Don't you just want to offer her a cookie?







Comments
Have a lovely day! :-)
In the sequel, the primary love story, which had obstacles in the first book, is running smoothly... so the author comes up with a convoluted way to slap an obstacle in place. I'm fine with that, but the obstacle boils down to "Uh, because we have to." And that's with me giving it the benefit of the doubt. They read some runes, and the runes say that one of the protags has to leave, and she does, and everyone is sad. For no reason. It was a handwave of enormous and awkward proportions.
Then another hero realizes that the best way to overcome the evil invaders isn't to destroy them (which is a good message)... but to write a book. He writes a book that talks about how the evil invaders are people too, and they like flowers, and then all the invaded peasants start giving flowers to the invaders so that they won't be lonely.
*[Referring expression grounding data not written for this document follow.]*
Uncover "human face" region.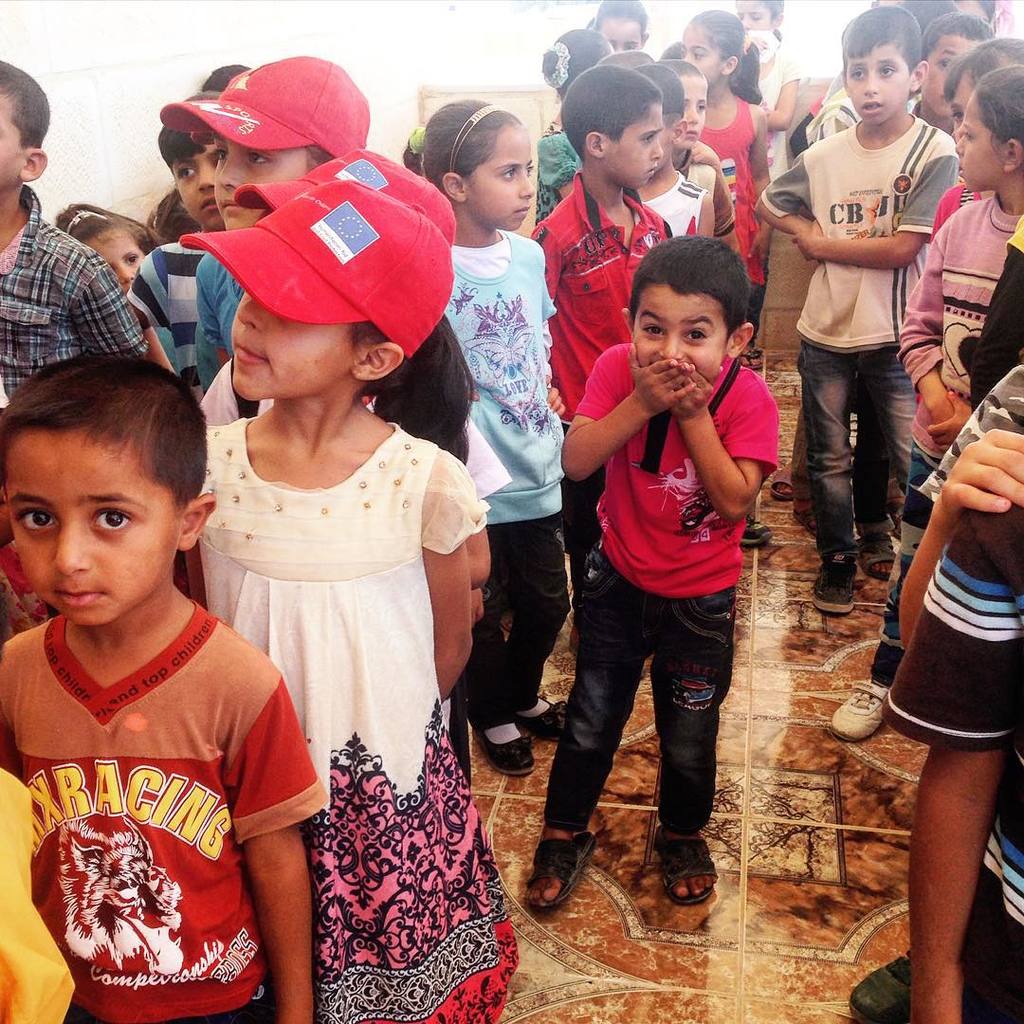
Uncovered: detection(680, 23, 724, 86).
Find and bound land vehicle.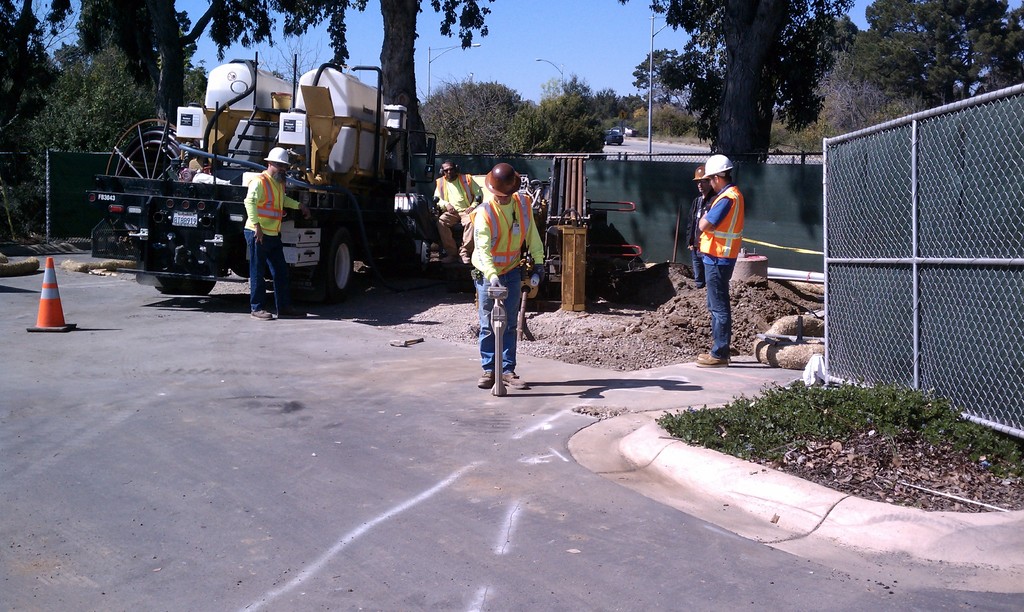
Bound: box=[83, 81, 469, 306].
It was transparently and painfully an "author decides to make writing a damn book the solution to everything" deal, and wow, was it embarrassing to read.
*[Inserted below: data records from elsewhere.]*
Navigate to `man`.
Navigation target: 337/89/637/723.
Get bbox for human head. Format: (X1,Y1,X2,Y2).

Finally, in the end, all the potential tension was defused by another hero having a huge deus ex machina power that completely cut the philosophy off at the knees. If your message is "Learn to understand, forgive, accept, and compromise," and then, as soon as the invaders raise their guns, your heroine can use magic to make their guns fall apart... well, your message has just become "Learn to understand, forgive, accept, and compromise, and also have an ace in the hole that lets you completely wipe out the enemy army in one fell swoop, at which point you will magnanimously declare peace."
Not the world's worst book ever, but it read like a neocon doing a parody of what liberal fiction would be like, and that was incredibly disappointing after how much I enjoyed the first book.
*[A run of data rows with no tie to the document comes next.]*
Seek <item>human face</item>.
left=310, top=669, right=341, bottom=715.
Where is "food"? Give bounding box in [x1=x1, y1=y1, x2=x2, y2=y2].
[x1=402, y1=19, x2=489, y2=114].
I always wondered who the person on the cover is. I mean, she has the right attitude for Zanja, but I got the impression in early chapters that she was, shall we say, darker-skinned.
re: the cover art: Pat Murphy was my writing teacher back in college. She told a story about having an anthology of short stories and getting an advance look at the cover, only to see that the cover art included people walking through a forest while some kind of tiny, leaf-clad forest nymph watched them from a tree. Pat's anthology did not include any leaf-clad forest nymphs, and was, frankly, not even a leaf-clad forest-nymph-appropriate sort of anthology. It would be a bit like seeing a unicorn made of rainbows on the cover of Neuromancer.
Pat called her agent and politely asked what the hell was up with that. The agent said, "I got them to take the wings off." At which point my mentor thoughtfully thanked her and gave up on trying to control her cover art.
Given that the woman on the cover isn't in a chainmail bikini, I'd chalk it up as progress.
(But I would still have something to say, if only on lj, about whitewashing.)
(I suspect someone could actually do some interesting art of a unicorn *made of* rainbows, as opposed to simply rainbow-striped or in the presence of rainbows. But then, unicorns are right bastards.)
I've got a fantasy novel with a PoC as the heroine. It's sitting on an editor's desk. It honestly never occurred to me that if it ever got published, I might have to have what I think of as the "DC Comics Vixen is Suddenly White" argument over the cover. I feel very white and male and naive right now.
I've got a novel headed for an editor's desk where the fact that nobody is traditional caucasian will be the least of their difficulties in figuring out how and who to depict. :P
Also, shouldn't the Librarian just say "Ook"?